Statue created by Gilles CUDEK and Maya ENEVA, sculptors in Nantes
Public statues can be found everywhere in our fair city. Whether they’re standing tall in squares, parks, or on top of public buildings, they watch us and communicate the messages and values their makers had imbued them with. But what would happen if they left their pedestals and shook up the town?
Olivier Texier devotes his time to drawing absurd illustrations and comics filled with bizarre and unreasonable characters. Armed with only a pencil and a battalion of sculptors, he plays a game of “copying” some of our statues to a life-size scale of 1:1, thus freeing Generals Cambronne and Mellinet from their martial posturing. He also offers the feminine allegories of Nantes and the Loire a chance to come down from their monumental fountain in Place Royale and discover a city and river they’ve been embodying for nearly 160 years.
Allégorie de Nantes (1865), Place Royale
Daniel Ducommun du Locle, marbre
Towering over the monumental fountain in Place Royale, which symbolizes Nantes’ river and maritime vocation, this allegory of the city is represented upright in drapery, wearing a castle for a crown.
This is a statue of Amphitrite, the goddess of the sea, who would normally be recognizable by the bronze trident of her husband Poseidon/Neptune that she once held in her right hand.
Today, the trident is missing after first being stolen by a student in May 1968, then replaced many times by copies until 2007, when it was permanently removed following yet another theft that left the statue’s hand broken. In her left hand, Amphitrite clutches a caduceus, also known as a Staff of Hermes, in reference to the city’s motto: “May Neptune favour the traveller.”
Olivier Texier was born in 1972 in Nantes, where he lives and works. He has collaborated with almost all French-language graphic novel publishers, from Les Requins Marteaux to Delcourt, by way of Cornélius and Le Dernier Cri.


▸ TASK ITEM
Report how many lines in the entries below hold the word "elements". Your answer is that number alone.

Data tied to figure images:

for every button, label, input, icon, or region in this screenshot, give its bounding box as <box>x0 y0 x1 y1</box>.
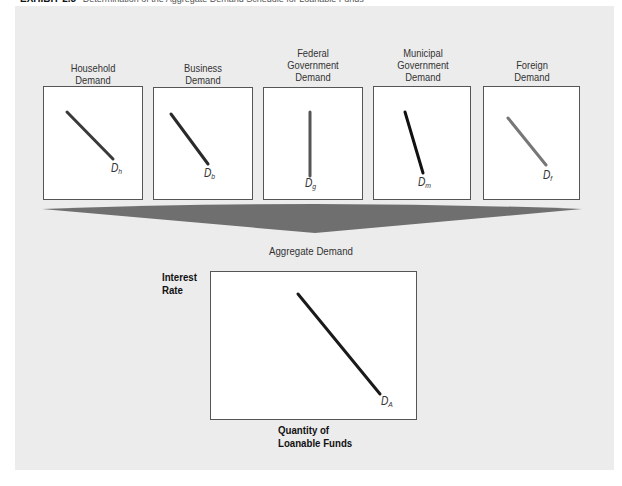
curve-letter: D <box>418 175 425 189</box>
db-label: Db <box>204 166 215 181</box>
y-axis-line: Rate <box>162 284 197 297</box>
foreign-demand-curve <box>508 118 546 165</box>
y-axis-label: Interest Rate <box>162 271 197 297</box>
curve-letter: D <box>381 394 388 408</box>
curve-letter: D <box>543 168 550 182</box>
municipal-demand-curve <box>405 112 423 173</box>
aggregate-demand-label: Aggregate Demand <box>37 245 584 257</box>
business-demand-curve <box>171 114 208 164</box>
curve-subscript: f <box>550 174 552 183</box>
curve-subscript: b <box>211 172 215 181</box>
curve-subscript: h <box>118 167 122 176</box>
household-demand-curve <box>67 112 113 159</box>
df-label: Df <box>543 168 552 183</box>
curve-subscript: A <box>388 400 393 409</box>
curve-letter: D <box>111 161 118 175</box>
aggregate-demand-curve <box>298 294 380 394</box>
x-axis-line: Quantity of <box>278 424 352 437</box>
curve-subscript: g <box>312 182 316 191</box>
curve-subscript: m <box>425 181 431 190</box>
da-label: DA <box>381 394 393 409</box>
x-axis-label: Quantity of Loanable Funds <box>278 424 352 450</box>
dm-label: Dm <box>418 175 431 190</box>
diagram-lines <box>0 0 622 486</box>
funnel-arrow-icon <box>42 204 582 233</box>
x-axis-line: Loanable Funds <box>278 437 352 450</box>
curve-letter: D <box>204 166 211 180</box>
curve-letter: D <box>305 176 312 190</box>
dg-label: Dg <box>305 176 316 191</box>
y-axis-line: Interest <box>162 271 197 284</box>
dh-label: Dh <box>111 161 122 176</box>
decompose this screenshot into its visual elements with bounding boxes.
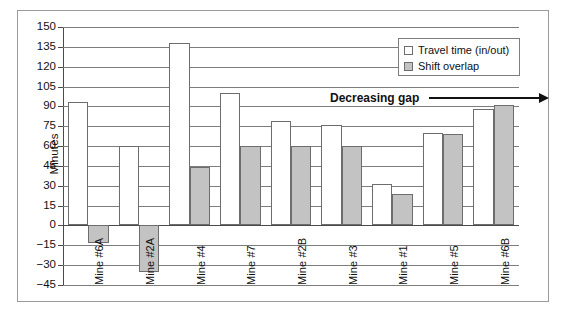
y-axis-tick-label: 150 xyxy=(24,21,56,33)
gridline xyxy=(63,27,519,28)
legend-item: Shift overlap xyxy=(404,58,519,74)
y-axis-tick-label: −30 xyxy=(24,259,56,271)
bar-travel-time xyxy=(169,43,189,226)
x-axis-category-label: Mine #2B xyxy=(296,238,308,285)
x-axis-category-label: Mine #4 xyxy=(195,246,207,286)
legend-label-shift-overlap: Shift overlap xyxy=(418,60,479,72)
bar-travel-time xyxy=(372,184,392,225)
chart-legend: Travel time (in/out) Shift overlap xyxy=(398,38,520,76)
right-arrow-icon xyxy=(429,93,549,103)
bar-shift-overlap xyxy=(190,167,210,225)
bar-shift-overlap xyxy=(494,105,514,225)
bar-travel-time xyxy=(271,121,291,226)
bar-shift-overlap xyxy=(240,146,260,225)
gridline xyxy=(63,106,519,107)
gridline xyxy=(63,285,519,286)
bar-travel-time xyxy=(220,93,240,225)
bar-travel-time xyxy=(321,125,341,226)
y-axis-tick-label: −15 xyxy=(24,239,56,251)
bar-shift-overlap xyxy=(392,194,412,226)
legend-swatch-travel-time xyxy=(404,46,413,55)
y-axis-tick-label: 15 xyxy=(24,200,56,212)
legend-item: Travel time (in/out) xyxy=(404,42,519,58)
x-axis-category-label: Mine #1 xyxy=(397,246,409,286)
bar-travel-time xyxy=(473,109,493,225)
y-axis-tick-label: 105 xyxy=(24,81,56,93)
legend-swatch-shift-overlap xyxy=(404,62,413,71)
y-axis-tick-label: 0 xyxy=(24,219,56,231)
bar-travel-time xyxy=(68,102,88,225)
x-axis-category-label: Mine #2A xyxy=(144,238,156,285)
bar-shift-overlap xyxy=(443,134,463,225)
y-axis-title: Minutes xyxy=(48,94,60,214)
gridline xyxy=(63,87,519,88)
legend-label-travel-time: Travel time (in/out) xyxy=(418,44,509,56)
decreasing-gap-annotation: Decreasing gap xyxy=(330,91,549,105)
bar-shift-overlap xyxy=(291,146,311,225)
x-axis-category-label: Mine #7 xyxy=(245,246,257,286)
bar-travel-time xyxy=(423,133,443,226)
gridline xyxy=(63,225,519,226)
bar-travel-time xyxy=(119,146,139,225)
y-axis-tick-label: −45 xyxy=(24,279,56,291)
x-axis-category-label: Mine #5 xyxy=(448,246,460,286)
y-axis-tick-label: 90 xyxy=(24,100,56,112)
gridline xyxy=(63,126,519,127)
chart-figure: Minutes 1501351201059075604530150−15−30−… xyxy=(0,0,567,322)
x-axis-category-label: Mine #3 xyxy=(347,246,359,286)
x-axis-category-label: Mine #6A xyxy=(93,238,105,285)
x-axis-category-label: Mine #6B xyxy=(499,238,511,285)
y-axis-tick-label: 135 xyxy=(24,41,56,53)
y-axis-tick-label: 30 xyxy=(24,180,56,192)
y-axis-tick-label: 75 xyxy=(24,120,56,132)
annotation-label: Decreasing gap xyxy=(330,91,419,105)
y-axis-tick-label: 45 xyxy=(24,160,56,172)
y-axis-tick-label: 60 xyxy=(24,140,56,152)
y-axis-tick-label: 120 xyxy=(24,61,56,73)
bar-shift-overlap xyxy=(342,146,362,225)
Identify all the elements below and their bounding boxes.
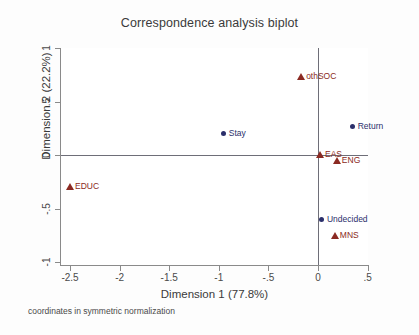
x-tick-label: -1.5 bbox=[161, 272, 178, 283]
data-point-label: MNS bbox=[340, 230, 359, 240]
circle-marker-icon bbox=[319, 217, 324, 222]
x-tick-mark bbox=[368, 266, 369, 271]
y-tick-mark bbox=[55, 155, 60, 156]
x-tick-label: .5 bbox=[363, 272, 371, 283]
circle-marker-icon bbox=[221, 131, 226, 136]
x-tick-mark bbox=[120, 266, 121, 271]
data-point-label: Undecided bbox=[327, 214, 368, 224]
x-tick-mark bbox=[318, 266, 319, 271]
data-point-label: Return bbox=[358, 121, 384, 131]
y-axis-label: Dimension 2 (22.2%) bbox=[40, 0, 52, 216]
x-axis-label: Dimension 1 (77.8%) bbox=[60, 288, 369, 300]
data-point-label: Stay bbox=[229, 128, 246, 138]
triangle-marker-icon bbox=[333, 157, 341, 164]
triangle-marker-icon bbox=[331, 232, 339, 239]
chart-title: Correspondence analysis biplot bbox=[0, 16, 419, 30]
data-point-label: othSOC bbox=[306, 71, 336, 81]
data-point-label: ENG bbox=[342, 155, 360, 165]
triangle-marker-icon bbox=[316, 151, 324, 158]
correspondence-analysis-biplot: Correspondence analysis biplot -2.5-2-1.… bbox=[0, 0, 419, 335]
y-tick-mark bbox=[55, 48, 60, 49]
screenshot-root: Correspondence analysis biplot -2.5-2-1.… bbox=[0, 0, 419, 335]
y-axis-spine bbox=[60, 48, 61, 266]
x-tick-mark bbox=[70, 266, 71, 271]
x-tick-label: -.5 bbox=[263, 272, 275, 283]
x-tick-mark bbox=[169, 266, 170, 271]
y-tick-mark bbox=[55, 262, 60, 263]
y-tick-label: -1 bbox=[41, 254, 52, 270]
x-tick-mark bbox=[219, 266, 220, 271]
y-tick-mark bbox=[55, 209, 60, 210]
x-tick-label: 0 bbox=[315, 272, 321, 283]
chart-footnote: coordinates in symmetric normalization bbox=[28, 306, 175, 316]
x-tick-label: -2.5 bbox=[61, 272, 78, 283]
circle-marker-icon bbox=[350, 124, 355, 129]
x-tick-label: -2 bbox=[115, 272, 124, 283]
x-tick-label: -1 bbox=[214, 272, 223, 283]
y-tick-mark bbox=[55, 102, 60, 103]
x-axis-spine bbox=[60, 265, 369, 266]
triangle-marker-icon bbox=[297, 73, 305, 80]
x-tick-mark bbox=[268, 266, 269, 271]
data-point-label: EDUC bbox=[75, 181, 99, 191]
triangle-marker-icon bbox=[66, 183, 74, 190]
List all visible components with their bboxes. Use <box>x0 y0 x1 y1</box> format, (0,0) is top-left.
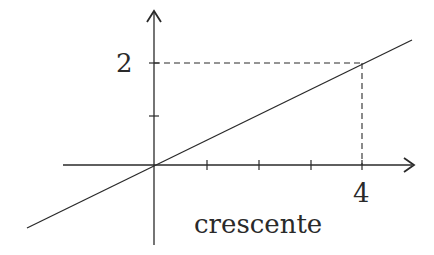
y-tick-label-2: 2 <box>116 50 133 76</box>
x-tick-label-4: 4 <box>353 180 370 206</box>
chart-caption: crescente <box>194 211 322 237</box>
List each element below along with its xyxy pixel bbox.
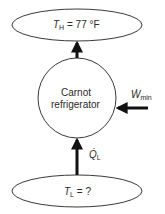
- work-subscript: min: [140, 94, 151, 101]
- device-label-line2: refrigerator: [51, 99, 100, 110]
- hot-temp-value: = 77 °F: [64, 19, 99, 30]
- work-input-label: Ẇmin: [131, 89, 152, 103]
- heat-input-label: Q̇L: [89, 149, 101, 163]
- heat-subscript: L: [97, 154, 101, 161]
- device-name-2: refrigerator: [51, 99, 100, 110]
- hot-reservoir-label: TH = 77 °F: [53, 19, 100, 33]
- cold-temp-value: = ?: [74, 186, 91, 197]
- cold-reservoir-label: TL = ?: [64, 186, 91, 200]
- device-label-line1: Carnot: [61, 87, 91, 98]
- refrigerator-circle: [38, 58, 116, 138]
- device-name-1: Carnot: [61, 87, 91, 98]
- heat-symbol: Q̇: [89, 149, 97, 160]
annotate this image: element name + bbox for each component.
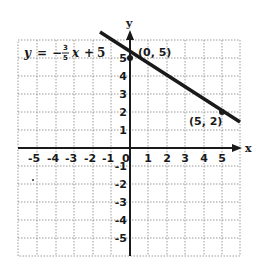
svg-text:=: = — [37, 46, 47, 60]
equation-label: y = − 3 5 x + 5 — [23, 44, 105, 62]
svg-text:3: 3 — [181, 152, 189, 165]
svg-text:-2: -2 — [84, 152, 96, 165]
svg-text:3: 3 — [119, 88, 127, 101]
svg-text:4: 4 — [119, 70, 127, 83]
svg-text:-1: -1 — [102, 152, 114, 165]
svg-text:-3: -3 — [115, 196, 127, 209]
svg-text:5: 5 — [218, 152, 226, 165]
point-0-5 — [127, 55, 133, 61]
svg-text:1: 1 — [119, 124, 127, 137]
svg-text:1: 1 — [144, 152, 152, 165]
svg-text:-3: -3 — [65, 152, 77, 165]
x-axis-label: x — [245, 142, 252, 155]
svg-text:4: 4 — [200, 152, 208, 165]
point-label-0-5: (0, 5) — [138, 46, 171, 59]
svg-text:−: − — [52, 46, 62, 60]
svg-text:+: + — [84, 46, 94, 60]
svg-text:5: 5 — [63, 54, 68, 62]
svg-text:y: y — [23, 46, 32, 60]
svg-text:3: 3 — [63, 44, 68, 52]
y-axis-label: y — [125, 17, 133, 30]
svg-text:-4: -4 — [115, 214, 128, 227]
speck — [32, 179, 34, 181]
svg-text:2: 2 — [119, 106, 127, 119]
svg-text:5: 5 — [119, 52, 127, 65]
svg-text:-5: -5 — [28, 152, 40, 165]
svg-text:2: 2 — [163, 152, 171, 165]
coordinate-graph: x y -5 -4 -3 -2 -1 1 2 3 4 5 0 5 4 3 2 1… — [0, 0, 258, 266]
svg-text:-2: -2 — [115, 178, 127, 191]
svg-text:x: x — [71, 46, 80, 60]
y-axis-arrow-icon — [126, 30, 134, 40]
svg-text:5: 5 — [97, 46, 105, 60]
axes — [18, 36, 236, 256]
svg-text:-1: -1 — [115, 160, 127, 173]
svg-text:-4: -4 — [47, 152, 60, 165]
svg-text:-5: -5 — [115, 232, 127, 245]
point-label-5-2: (5, 2) — [189, 115, 222, 128]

▸ ANSWER TO THIS PROBLEM
2